No wonder, death has forever fascinated poets. The list is long. As it is the birth anniversary of Rabindra Nath Tagore, today I am going to talk of some of his images of death.

What is an image? Is that your question? Is it a symbol? Is that you next question? Well, an image is a sensory presentation of  experience. There need not be any similarity as in a simile. Nor there need be any  implication nor suggestivity as in a symbol. Rather it is an evocation of a feel, be it physical, mostly felt by the mind, the soul through the five senses.

Suppose I were to describe a morning not directly but as a blooming bud of the golden yellow champak, I am not comparing the flower with the dawn. Suppose if I were to write," It was 6.30ish. The blooming bud of the swarna champak..." , through the unstated, dormant yet clear associations, my reader can understand the break of a soft, fragrant day with a gentle dazzle of golden beams. 

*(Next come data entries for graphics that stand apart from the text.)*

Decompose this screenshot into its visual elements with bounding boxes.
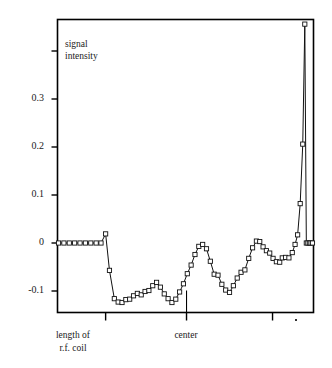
data-point-marker — [296, 233, 300, 237]
data-point-marker — [287, 256, 291, 260]
data-point-marker — [83, 241, 87, 245]
y-tick-label-0.3: 0.3 — [14, 93, 44, 103]
data-point-marker — [216, 273, 220, 277]
data-point-marker — [298, 202, 302, 206]
data-point-marker — [99, 241, 103, 245]
data-point-marker — [250, 246, 254, 250]
data-point-marker — [204, 247, 208, 251]
data-point-marker — [154, 280, 158, 284]
data-point-marker — [162, 292, 166, 296]
data-point-marker — [243, 268, 247, 272]
data-point-marker — [181, 282, 185, 286]
data-point-marker — [158, 285, 162, 289]
data-point-marker — [293, 242, 297, 246]
data-point-marker — [247, 256, 251, 260]
data-point-marker — [227, 290, 231, 294]
data-point-marker — [178, 290, 182, 294]
x-axis-ticks — [106, 291, 273, 321]
x-label-center: center — [156, 330, 216, 342]
data-point-marker — [235, 276, 239, 280]
data-point-marker — [62, 241, 66, 245]
chart-plot-svg — [0, 0, 332, 368]
data-point-marker — [94, 241, 98, 245]
x-axis-dot-marker — [295, 319, 297, 321]
data-point-marker — [208, 259, 212, 263]
y-tick-label-0.2: 0.2 — [14, 141, 44, 151]
y-axis-ticks — [52, 51, 58, 291]
y-tick-label-0.1: 0.1 — [14, 189, 44, 199]
x-label-rf-coil-line-2: r.f. coil — [40, 343, 106, 355]
y-tick-label-minus-0.1: -0.1 — [8, 285, 44, 295]
data-point-marker — [56, 241, 60, 245]
plot-frame — [58, 20, 314, 313]
data-point-marker — [310, 241, 314, 245]
data-point-marker — [303, 22, 307, 26]
data-point-marker — [147, 288, 151, 292]
data-point-marker — [73, 241, 77, 245]
chart-figure: 0.3 0.2 0.1 0 -0.1 signal intensity leng… — [0, 0, 332, 368]
data-line-main — [59, 24, 305, 302]
data-point-marker — [268, 251, 272, 255]
data-point-marker — [78, 241, 82, 245]
data-point-marker — [189, 263, 193, 267]
data-point-marker — [89, 241, 93, 245]
data-point-marker — [104, 232, 108, 236]
x-label-rf-coil-line-1: length of — [40, 330, 106, 342]
data-point-marker — [220, 282, 224, 286]
data-point-marker — [193, 252, 197, 256]
data-series-markers — [56, 22, 314, 305]
data-point-marker — [201, 242, 205, 246]
data-point-marker — [278, 260, 282, 264]
y-tick-label-0: 0 — [14, 237, 44, 247]
data-point-marker — [185, 272, 189, 276]
data-line-spike-drop — [305, 24, 307, 243]
data-point-marker — [301, 142, 305, 146]
data-point-marker — [174, 297, 178, 301]
data-point-marker — [67, 241, 71, 245]
y-axis-title-line-1: signal — [65, 39, 88, 51]
y-axis-title-line-2: intensity — [65, 51, 98, 63]
data-point-marker — [107, 268, 111, 272]
data-point-marker — [290, 251, 294, 255]
data-point-marker — [231, 284, 235, 288]
data-point-marker — [258, 239, 262, 243]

In my opinion, Tagore's poems are abuzz with images. It could be the effect of imagism, dominant both in poetry (in the 1910's and 1920's of the Imagist Movement) and in paintings(of both the Impressionist and the Expressionist varieties). Anyways, that would be the spacious traverse of a proper research paper.

In this short little blog, let me present two images by Tagore of death that I find fascinating. In the first one, it is the soft gentle maternal love. A mother is breastfeeding the baby. She removes the right nipple from his lips. There is a murmur of a whimper before the eager lips find the left one. All is quiet gentle sleep yet again. That is the glide from life to death. 

This uncomplaining acceptance of death as an absolutely natural, normal transcendence is most beautifully captured by him in yet another image. The soul is the bedecked bride awaiting eagerly the arrival of the beloved, death. 

Those days, "Stree" and "Kirloskar" used to be published every month. For the May issue, I wrote a piece on Tagore. The article ended with my translation in to Marathi of that great Tagore poem, an intensely lyrical image of an eager awaiting for the complete total togetherness.

Aai loved it. The poem is great, and my translation was not exactly bad. She was in her mid-sixties, absolutely healthy. So the subtle edge of her appreciation of the image did not unsettle me a lot even when we discussed the poem. Now it does.

Death, said Donne, 'thou shalt die'. Yet Donne was the very same poet whose superb image in most sensitive terms reminds us,"no man is an island". Hence "never ask for whom the bell tolls. It tolls for thee." "Every death", as Donne stated, " diminishes me"!